How the h… did I get interested in “pigs?” I’ll tell you! It took me five years to find a ‘Family Doctor’ (regular doctor) when I moved to Vancouver Island. Every medical clinic or doctor I approached ‘did not take new patients.’ A friend told me about a Medical Centre called “The Sow’s Ear Clinic.” I was a bit – well, let’s just say, ‘disturbed’ by the name. But this place is where I ended up and became a patient of one of the doctors about a year later. I went to the ‘emergency drop-in’ one evening. I liked the doctor on duty and asked him if I could become his patient.
“I don’t take new patients. I have about two hundred regulars and that is enough for me.”
He checked my present problem. I mentioned a recent sinus operation that had gone wrong. He was curious and asked more questions. After all was said and done I was surprised by his statement,
“Well, sometimes somebody dies. I will take you as my patient.”
There is a poster on the wall next to the reception desk:
All I need to know about life I learned from a pig
Live high on the hog ♦ Daily mud-baths are the secret to eternal youth ♦ Wallow in mud, not self-pity ♦ Keep your snout out of other people’s business ♦ Don’t exercise too much ♦ Don’t squeal on your friends ♦ Take time to stop and smell the truffles ♦ If you have made your bed, then wallow in it ♦ Sell no swine before it’s time ♦ Stick to a vegetarian diet ♦ If life gives you some slop, then pig out ♦ Oink, snort and be merry ♦ Always keep a little something in the piggy bank ♦ Ham it up ♦ The sty’s the limit ♦ Try not to be a boar at parties ♦ Using your snout can get you into truffles ♦ One person’s sty is another’s bedroom ♦ You reap what you sow ♦ Wallow while you may ♦ Oink before you leap ♦ Don’t hog the conversation ♦ Think pig and you will go far ♦ Go ‘wee wee wee’ all the way home!
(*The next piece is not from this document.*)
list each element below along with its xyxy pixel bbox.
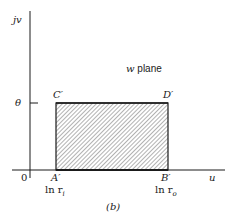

Hmm. After I read this the first time, it made me smile, think, and become curious. I wanted to learn more about pigs. A pig for the farmer is the barnyard variety. A sow is a female able to give birth; piglets are her ‘children’. A boar is a non-castrated hog and is larger, older, and a much bigger swine. A wild hog is also a boar. And swine are not at all vegetarians! They are ‘omnivores’. Sows sometimes devour their own children. Sows and their piglets also have to be separated from the other pigs. There have been cases when pigs attacked and ate into human flesh.
Aah! Yes, pigs are very intelligent. I bet they can read your mind. I grew up with pigs – no, not in their sty! We raised and slaughtered two each fall. We made sausages, smoked ham and bacon, canned a lot of meat and lived on it for a whole year. We were never hungry during the war years. The piglets loved and enjoyed my mother’s tenderness – just look at the picture! When they grew up to about 250 pounds and were let out of their sty with a rope around a leg, they KNEW they were going to be killed and screamed blue murder. I also learned that their meat is not as good when they are not killed ‘humanely.’ Actually, that goes for every animal. Tension and stress leave their mark in the harvested meat. Pigs are, from their DNA makeup, the closest relatives of humans and are used for medical research and even transplants. I met a former cannibal on Fiji, donkey-years ago. He told me human flesh tastes similar to pork. Sometimes, when I pound cutlets into schnitzels, I think of it and don’t really want to eat it. The part of a pig that became pork I like best is the smoked ham, especially the Italian kind, the ‘Prosciutto.’
But there is more to the names of these animals. We call people who perform despicable deeds swine or pigs. I don’t know which word is the worst one to use towards a person. Are they physically or emotionally ‘dirty?’ Should it be pig or maybe swine?